Each episode of The Long Walk, a brand-new, no-cost docuseries accessible on FIFA+, is introduced by English journalist and author Ben Lyttelton. With the explanation of a penalty kick is as follows: “A player, a goalkeeper, a ball, and a net. It is football reduced to its most basic form.
For players who have been practicing such things since they were very young. Kicking a stationary ball into a goal from a point barely 12 yards out. Looks like a very simple undertaking. But nothing about penalty shootouts is that easy.
This three-part documentary is jam-packed with stories of penalty heroes and, unavoidably, players who turned out to be the show’s antagonists. The creators of the series interview a wide range of legendary players, both past and current. As well as experts and academics from other sectors as they set out to determine what the ideal penalty entails.

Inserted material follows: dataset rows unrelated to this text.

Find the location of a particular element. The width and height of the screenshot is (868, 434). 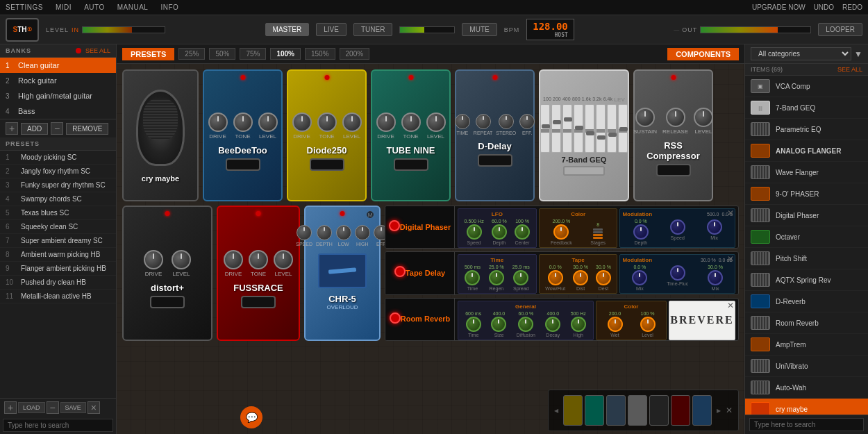

component-9o-phaser: 9-O' PHASER is located at coordinates (807, 194).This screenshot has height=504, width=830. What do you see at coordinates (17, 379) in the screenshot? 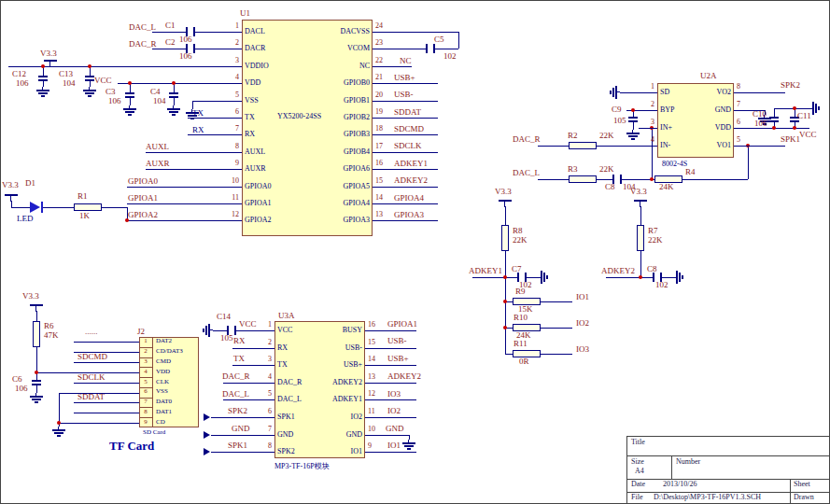
I see `net-label: C6` at bounding box center [17, 379].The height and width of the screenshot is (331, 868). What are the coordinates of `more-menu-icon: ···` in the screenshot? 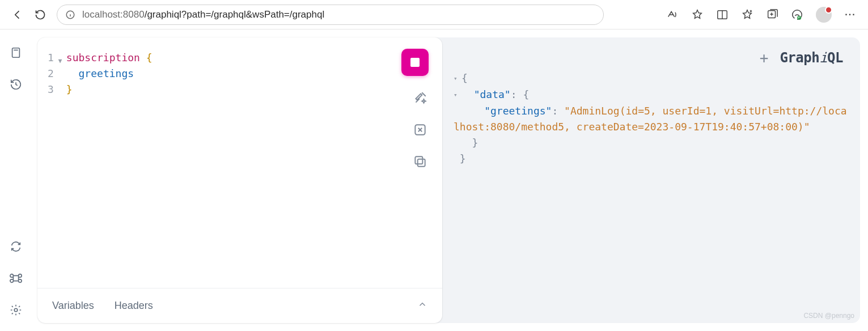 It's located at (850, 15). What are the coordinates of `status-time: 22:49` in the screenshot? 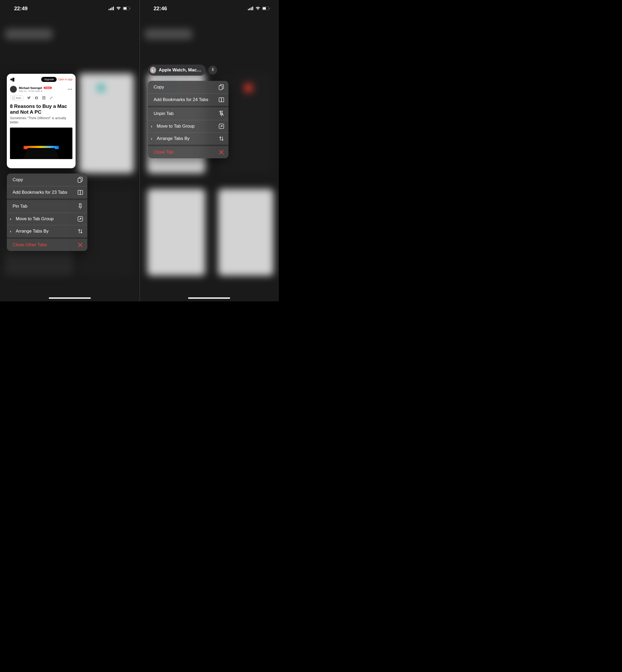 It's located at (21, 8).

What they had to say was as follows.
The Long Walk features academics like Metin Tolan, a physics lecturer at the University of Gottingen in Germany. The specialists like Clive Woodward, a former rugby coach who won the Rugby World Cup with England before taking a job as Southampton’s performance director in the Premier League. Tolan approached the penalty kick from a theoretical standpoint, but Woodward provided a pragmatic one.
The German physicist investigated how football players could benefit from understanding natural laws when it comes to taking penalties. First, he made a completely logical suggestion: before taking a penalty kick, players should put on heavier boots to help their shots travel farther. “I don’t know why they don’t do that,” he remarked.